Why Memory Is the Bottleneck for AI Agents and How MemOS Overcomes It
The article analyzes the critical role of memory in AI agents, compares model‑driven and application‑driven approaches, details the five‑layer MemOS architecture with three‑level memory coordination, and presents performance gains such as 100‑200% monthly cloud‑service growth, up to 72% token savings, and a 30% improvement in answer quality.
Memory as the Core Challenge for AI Agents
Since ChatGPT introduced personal memory in 2025, users have experienced more accurate responses without repeatedly providing context. Continuous agents like OpenClaw reveal that the amount of memory an agent can retain directly determines its capabilities, making memory a decisive factor for AGI‑level personalization.
Two Technical Paths
Industry implementations fall into two categories:
Model‑driven enhancement : Projects such as Google’s Memorizing Transformers and MemTensor’s 2023‑2024 models embed memory directly into the model architecture, offering high potential but incurring high cost and risk.
Application‑driven enhancement : Frameworks like Mem0, Letta, and Zep simulate memory through prompt or agent flows, providing lightweight, fast‑to‑market solutions at the expense of tighter model integration.
MemOS fuses both paths, allocating responsibilities between model and system layers to achieve layered memory processing.
MemOS Five‑Layer Architecture
The system decomposes memory into five core stages—extraction, organization, retrieval, update, and sharing—each with dedicated mechanisms to mitigate hallucination and token waste.

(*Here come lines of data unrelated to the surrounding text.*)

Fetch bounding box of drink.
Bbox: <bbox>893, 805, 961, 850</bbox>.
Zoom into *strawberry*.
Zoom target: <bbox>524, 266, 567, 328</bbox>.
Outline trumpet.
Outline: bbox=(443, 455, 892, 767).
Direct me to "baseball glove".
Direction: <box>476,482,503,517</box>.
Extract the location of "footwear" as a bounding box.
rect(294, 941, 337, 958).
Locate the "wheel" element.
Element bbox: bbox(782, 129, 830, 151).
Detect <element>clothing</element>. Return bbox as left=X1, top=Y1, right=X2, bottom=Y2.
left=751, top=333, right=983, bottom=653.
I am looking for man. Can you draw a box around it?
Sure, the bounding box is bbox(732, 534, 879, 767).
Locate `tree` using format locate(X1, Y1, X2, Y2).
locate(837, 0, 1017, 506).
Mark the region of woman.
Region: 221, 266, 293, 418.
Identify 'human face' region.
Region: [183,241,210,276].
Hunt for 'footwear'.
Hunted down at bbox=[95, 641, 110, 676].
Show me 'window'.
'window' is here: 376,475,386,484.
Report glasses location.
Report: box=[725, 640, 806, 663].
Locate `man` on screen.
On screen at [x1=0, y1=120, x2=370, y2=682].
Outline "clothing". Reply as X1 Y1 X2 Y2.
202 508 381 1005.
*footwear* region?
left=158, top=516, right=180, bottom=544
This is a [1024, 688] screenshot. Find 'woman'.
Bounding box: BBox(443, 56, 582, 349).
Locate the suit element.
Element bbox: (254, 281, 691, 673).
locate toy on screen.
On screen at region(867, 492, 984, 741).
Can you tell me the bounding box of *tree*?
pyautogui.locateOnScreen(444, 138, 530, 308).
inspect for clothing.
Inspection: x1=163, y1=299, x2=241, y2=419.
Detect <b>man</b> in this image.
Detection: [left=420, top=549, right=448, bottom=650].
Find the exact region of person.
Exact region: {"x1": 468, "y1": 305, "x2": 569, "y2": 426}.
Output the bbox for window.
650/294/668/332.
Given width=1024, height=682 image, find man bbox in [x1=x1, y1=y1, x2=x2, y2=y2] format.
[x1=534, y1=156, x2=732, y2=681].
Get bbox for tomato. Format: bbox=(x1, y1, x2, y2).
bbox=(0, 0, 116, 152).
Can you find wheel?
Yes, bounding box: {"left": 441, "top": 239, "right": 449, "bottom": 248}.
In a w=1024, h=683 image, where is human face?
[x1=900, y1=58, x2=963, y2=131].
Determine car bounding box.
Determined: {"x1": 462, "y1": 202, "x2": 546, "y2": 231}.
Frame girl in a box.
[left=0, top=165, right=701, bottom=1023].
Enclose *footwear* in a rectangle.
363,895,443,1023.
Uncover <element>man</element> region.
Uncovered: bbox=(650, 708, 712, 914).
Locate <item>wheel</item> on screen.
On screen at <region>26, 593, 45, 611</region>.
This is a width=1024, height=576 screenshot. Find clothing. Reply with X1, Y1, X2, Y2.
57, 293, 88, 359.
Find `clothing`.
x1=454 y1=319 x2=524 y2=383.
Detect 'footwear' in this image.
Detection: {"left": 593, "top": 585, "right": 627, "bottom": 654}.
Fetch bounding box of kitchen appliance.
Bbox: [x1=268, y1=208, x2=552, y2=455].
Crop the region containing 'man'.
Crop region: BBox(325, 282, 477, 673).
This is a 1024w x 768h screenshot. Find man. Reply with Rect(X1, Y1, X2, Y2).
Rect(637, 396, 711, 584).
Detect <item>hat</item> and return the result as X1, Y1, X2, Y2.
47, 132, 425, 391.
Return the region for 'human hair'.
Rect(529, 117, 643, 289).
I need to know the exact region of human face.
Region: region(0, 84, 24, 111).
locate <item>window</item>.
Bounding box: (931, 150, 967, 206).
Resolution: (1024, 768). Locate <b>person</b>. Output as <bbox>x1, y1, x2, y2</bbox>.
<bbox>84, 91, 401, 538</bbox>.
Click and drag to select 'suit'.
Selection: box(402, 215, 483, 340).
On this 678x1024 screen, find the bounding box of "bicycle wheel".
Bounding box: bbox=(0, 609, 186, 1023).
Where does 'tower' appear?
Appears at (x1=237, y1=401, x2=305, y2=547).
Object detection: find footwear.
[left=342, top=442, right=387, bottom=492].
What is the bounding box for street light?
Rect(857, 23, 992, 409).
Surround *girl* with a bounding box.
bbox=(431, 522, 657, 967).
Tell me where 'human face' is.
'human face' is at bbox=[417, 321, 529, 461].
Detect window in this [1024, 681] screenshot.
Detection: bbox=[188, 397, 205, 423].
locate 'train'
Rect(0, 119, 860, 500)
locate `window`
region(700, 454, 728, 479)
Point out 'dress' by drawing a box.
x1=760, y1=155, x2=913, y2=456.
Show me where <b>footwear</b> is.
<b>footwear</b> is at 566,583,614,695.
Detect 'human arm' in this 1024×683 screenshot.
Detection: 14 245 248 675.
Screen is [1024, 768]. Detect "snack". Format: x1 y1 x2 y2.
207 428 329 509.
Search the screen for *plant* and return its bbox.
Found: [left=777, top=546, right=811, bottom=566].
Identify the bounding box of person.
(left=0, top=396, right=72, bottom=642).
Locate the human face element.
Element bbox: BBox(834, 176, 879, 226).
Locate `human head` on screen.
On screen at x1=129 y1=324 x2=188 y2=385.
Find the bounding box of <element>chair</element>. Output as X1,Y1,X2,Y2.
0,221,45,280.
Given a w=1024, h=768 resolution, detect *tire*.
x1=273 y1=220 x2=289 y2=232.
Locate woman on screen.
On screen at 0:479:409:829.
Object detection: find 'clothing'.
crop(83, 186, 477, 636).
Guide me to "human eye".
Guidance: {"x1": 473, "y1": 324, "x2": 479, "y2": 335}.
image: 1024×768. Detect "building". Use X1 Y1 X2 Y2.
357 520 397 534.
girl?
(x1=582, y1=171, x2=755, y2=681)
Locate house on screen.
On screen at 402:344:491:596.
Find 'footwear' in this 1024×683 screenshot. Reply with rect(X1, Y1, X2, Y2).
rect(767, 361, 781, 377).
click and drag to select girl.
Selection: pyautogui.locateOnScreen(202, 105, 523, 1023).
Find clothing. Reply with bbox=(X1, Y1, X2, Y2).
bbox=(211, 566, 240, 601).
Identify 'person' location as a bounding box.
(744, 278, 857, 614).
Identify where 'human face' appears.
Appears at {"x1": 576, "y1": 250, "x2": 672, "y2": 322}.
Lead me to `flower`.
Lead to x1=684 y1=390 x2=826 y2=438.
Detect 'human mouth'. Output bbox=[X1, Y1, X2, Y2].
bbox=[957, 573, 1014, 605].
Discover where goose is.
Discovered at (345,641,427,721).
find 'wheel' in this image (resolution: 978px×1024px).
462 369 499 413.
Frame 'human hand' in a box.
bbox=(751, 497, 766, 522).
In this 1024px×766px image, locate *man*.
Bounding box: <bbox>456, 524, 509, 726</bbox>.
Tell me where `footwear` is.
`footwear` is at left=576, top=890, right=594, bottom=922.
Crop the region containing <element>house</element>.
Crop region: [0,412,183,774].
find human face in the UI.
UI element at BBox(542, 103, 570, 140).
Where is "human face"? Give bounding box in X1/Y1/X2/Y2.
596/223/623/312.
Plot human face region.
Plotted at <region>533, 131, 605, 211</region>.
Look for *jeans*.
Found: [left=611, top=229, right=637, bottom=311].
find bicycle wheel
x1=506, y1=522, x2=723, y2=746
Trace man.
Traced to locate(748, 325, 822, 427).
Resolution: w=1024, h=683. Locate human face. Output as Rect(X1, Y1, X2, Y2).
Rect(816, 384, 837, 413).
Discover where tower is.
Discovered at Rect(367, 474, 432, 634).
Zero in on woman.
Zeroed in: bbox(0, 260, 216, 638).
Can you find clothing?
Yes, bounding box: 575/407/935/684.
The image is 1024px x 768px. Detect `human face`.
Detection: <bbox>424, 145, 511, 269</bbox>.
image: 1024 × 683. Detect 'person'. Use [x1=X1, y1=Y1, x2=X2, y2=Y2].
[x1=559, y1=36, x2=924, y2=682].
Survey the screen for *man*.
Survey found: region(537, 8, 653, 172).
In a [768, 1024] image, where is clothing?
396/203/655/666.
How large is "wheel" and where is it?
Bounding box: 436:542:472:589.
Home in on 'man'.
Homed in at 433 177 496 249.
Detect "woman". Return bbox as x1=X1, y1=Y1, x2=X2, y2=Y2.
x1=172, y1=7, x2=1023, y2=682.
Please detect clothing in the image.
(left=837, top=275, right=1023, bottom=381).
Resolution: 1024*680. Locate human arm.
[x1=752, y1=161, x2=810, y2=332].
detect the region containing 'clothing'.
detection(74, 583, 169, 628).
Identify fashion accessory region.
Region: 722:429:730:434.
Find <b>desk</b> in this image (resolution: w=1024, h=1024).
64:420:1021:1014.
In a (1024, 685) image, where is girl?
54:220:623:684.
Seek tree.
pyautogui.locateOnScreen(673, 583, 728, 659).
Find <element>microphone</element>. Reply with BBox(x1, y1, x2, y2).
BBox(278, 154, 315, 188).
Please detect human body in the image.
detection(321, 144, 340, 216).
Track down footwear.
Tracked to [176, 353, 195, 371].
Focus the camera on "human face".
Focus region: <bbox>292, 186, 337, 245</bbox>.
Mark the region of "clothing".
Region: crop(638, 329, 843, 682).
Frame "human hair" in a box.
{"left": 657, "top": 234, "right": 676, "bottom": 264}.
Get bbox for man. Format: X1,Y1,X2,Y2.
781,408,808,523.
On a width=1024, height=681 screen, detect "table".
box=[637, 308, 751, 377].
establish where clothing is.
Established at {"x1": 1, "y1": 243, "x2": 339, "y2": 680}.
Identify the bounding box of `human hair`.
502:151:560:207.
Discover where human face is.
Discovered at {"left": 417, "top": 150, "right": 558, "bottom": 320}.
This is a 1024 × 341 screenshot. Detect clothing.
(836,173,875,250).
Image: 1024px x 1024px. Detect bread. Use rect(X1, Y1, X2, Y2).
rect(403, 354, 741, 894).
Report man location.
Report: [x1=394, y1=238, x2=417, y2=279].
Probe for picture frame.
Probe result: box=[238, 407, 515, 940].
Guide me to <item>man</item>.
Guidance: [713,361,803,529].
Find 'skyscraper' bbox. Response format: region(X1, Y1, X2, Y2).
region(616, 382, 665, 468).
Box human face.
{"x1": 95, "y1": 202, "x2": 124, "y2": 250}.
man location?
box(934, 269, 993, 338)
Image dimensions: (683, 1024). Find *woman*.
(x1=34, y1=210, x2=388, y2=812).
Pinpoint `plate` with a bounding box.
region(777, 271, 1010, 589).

Memory Storage Layer : Implements the minimal packable unit MemCube and a tradable memory market MemStore, currently extensible to the Skill level.
Memory Governance Layer : Provides permission, lifecycle, watermark, and privacy controls.
Memory Scheduling Layer : The heart of MemOS, coordinating three memory types—plain, activation, and parameter memory—across three tiers.
Encoding/Decoding Layer and Application Layer : Upper layers that expose APIs and integrate with downstream applications.
Unlike most frameworks that only handle plain memory via prompts, MemOS also manages parameter‑level memory (GPU, KV‑Cache) and provides fine‑grained coordination.
Performance and Ecosystem
MemOS cloud service launched at the end of 2025 and became the largest domestic memory‑cloud platform. By March 2026, monthly calls exceeded 25 million (daily > 1 million), with month‑over‑month growth of 100‑200%. Token consumption per request dropped 45‑72%, and LLM‑Judge quality scores improved by over 30%, halving interaction rounds and cutting overall token usage by ~50%.
The open‑source repository on GitHub has amassed ~8.5 k stars and 12 k active users, including six enterprises and twelve academic institutions, fostering a vibrant community (OpenMem).
MemOS Plugins for OpenClaw
Six plugin dimensions enhance OpenClaw:
Storage types and multi‑path retrieval with diversity handling and deduplication.
Evolution mechanisms that convert memory into reusable Skill objects.
Visualization tools for developers.
Collaboration via a Hub that synchronizes multiple agents.
Both cloud‑based and on‑premise plugins support one‑click installation and two‑step integration, with advanced deduplication (SHA‑256, cosine similarity, LLM‑Judge) achieving > 75% compression.
Enterprise Deployment (ClawForce)
ClawForce builds on MemOS with a five‑layer design and three‑stage security (pre‑, in‑, post‑processing). It addresses common enterprise pain points: deployment complexity, knowledge loss, response omissions, limited workflow integration, and unclear data boundaries. The platform provides a unified management console, skill‑to‑skill feedback loops, and auditability of all agent actions.
Real‑world use cases span R&D (AI‑assisted coding, simulation), e‑commerce (24‑hour monitoring, anomaly alerts), document drafting (85% time reduction), sales (doubling outreach), and many others such as customer service, recruitment, finance, and compliance.
Hardware Solutions
MemTensor offers two integrated appliance options: an NVIDIA DGX‑based unit with 128 GB shared GPU/CPU memory for quantized models, and a domestic compute solution co‑developed with China Telecom, both enabling on‑premise deployment of MemOS‑enhanced agents.
Conclusion
MemOS demonstrates that a layered, hybrid memory system can turn “remembering” into “learning,” delivering substantial efficiency gains, higher answer quality, and smoother enterprise integration for AI agents.